Chrisp Street, Limehouse Cut, Bow Locks, River Lea, Stratford
Last summer I recorded a podcast with sound recordist Joel Carr with the intent of capturing the environmental sounds experienced on a walk along with my usual natter. This recording was broadcast on Resonance Fm as ‘Sonic Perambulation: Chrisp Street Market to Stratford’. I also shot around 15 minutes of video of the walk which I finally got around to editing to Joel’s soundscape.
This walk starts at Chrisp Street Market in Poplar as the market traders pack up for the day. It’s one of London’s older street markets and is currently caught up in a regeneration project. We then walk through the streets to the Limehouse Cut and follow this to Stratford via the River Lea.
I was walking through Smithfield the other day and took shelter from the sun in the churchyard of St Bartholomew the Great. I noticed that the church was open so decided to pop inside for a look around this majestic historic building.
St Bartholomew the Great was founded in 1123 by a courtier of Henry I called Rahere. Depending on how you judge such things it’s the oldest church in London that has held continuous services. All Hallows by the Tower is built on the site of a 7th Century Saxon church and there was a church of similar age where St Paul’s Cathedral stands today.
Rahere was an intriguing character being listed as variously a jester, minstrel, and a cleric. He was listed as a canon of St Paul’s cathedral in 1115. He embarked on a pilgrimage to Rome following the White Ship disaster in 1120 when the heir to the throne of England sank on a ship along with 300 nobles, barons, and sailors. The only survivor was said to be a butcher from Rouen. There’s a great novel about this incident called, The White Ship.
Rahere developed a fever during his pilgrimage and in the grip of his illness vowed to build a church for a poor in London if he recovered.
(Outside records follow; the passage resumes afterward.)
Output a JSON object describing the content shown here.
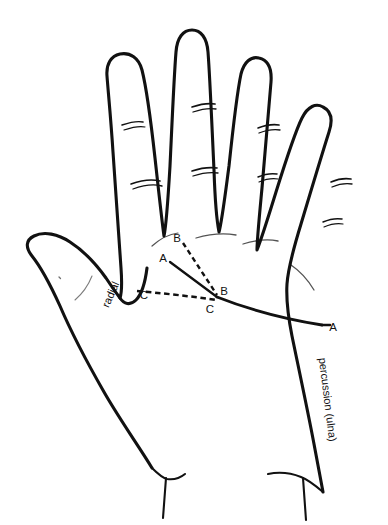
{
  "figure": {
    "background_color": "#ffffff",
    "ink_color": "#111111",
    "line_style": "black ink contour line drawing"
  },
  "edge_labels": [
    {
      "id": "radial-label",
      "text": "radial",
      "position": "along radial (thumb-side) border of index finger base",
      "rotation_deg": -66
    },
    {
      "id": "percussion-ulna-label",
      "text": "percussion (ulna)",
      "position": "along ulnar (little-finger-side) border of palm",
      "rotation_deg": 83
    }
  ],
  "point_labels": [
    {
      "id": "point-b-upper",
      "text": "B",
      "x": 177,
      "y": 238,
      "note": "proximal web between index and middle finger"
    },
    {
      "id": "point-a-upper",
      "text": "A",
      "x": 163,
      "y": 258,
      "note": "start of solid reference line"
    },
    {
      "id": "point-c-left",
      "text": "C",
      "x": 144,
      "y": 295,
      "note": "radial border point"
    },
    {
      "id": "point-b-lower",
      "text": "B",
      "x": 222,
      "y": 291,
      "note": "distal convergence point"
    },
    {
      "id": "point-c-lower",
      "text": "C",
      "x": 209,
      "y": 309,
      "note": "convergence point below B"
    },
    {
      "id": "point-a-right",
      "text": "A",
      "x": 327,
      "y": 327,
      "note": "ulnar border intersection"
    }
  ],
  "measurement_lines": [
    {
      "id": "line-b-to-b",
      "style": "dashed",
      "from": "B (upper)",
      "to": "B (lower)"
    },
    {
      "id": "line-c-to-c",
      "style": "dashed",
      "from": "C (left)",
      "to": "C (lower)"
    },
    {
      "id": "line-a-to-a",
      "style": "solid",
      "from": "A (upper)",
      "to": "A (right)"
    }
  ],
  "anatomy_parts": [
    {
      "id": "thumb",
      "creases": 1
    },
    {
      "id": "index-finger",
      "creases": 2
    },
    {
      "id": "middle-finger",
      "creases": 2
    },
    {
      "id": "ring-finger",
      "creases": 2
    },
    {
      "id": "little-finger",
      "creases": 2
    },
    {
      "id": "palm",
      "creases": 4
    },
    {
      "id": "wrist",
      "creases": 2
    }
  ]
}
On his journey back to London he had a vision of the Apostle Bartholomew who commanded him to build a church upon the ’Smooth field’, Smithfield.
You can see a gold statue of St Bartholomew called Exquisite Pain, created by the artist Damien Hirst, that is currently on loan to the church.
King Henry I supported the building of the St Bartholomew the Great church, priory and hospital (which includes the chapel, St Bartholomew-the-Less) which started in 1123. The church was only partially complete at the time of Rahere’s death in 1145. He still resides in the church in a tomb that was rebuilt in 1405.
The Priory was dissolved in 1539, and the nave of the church was demolished. The rest of the church and priory were mostly preserved. The Elizabethan style timbered porch was the main entrance to the priory. The 17th century tower contains 5 medieval bells.
St Bartholomew the Great is famous for its appearances in a number of films – most notably Four Weddings and a Funeral and Shakespeare in Love.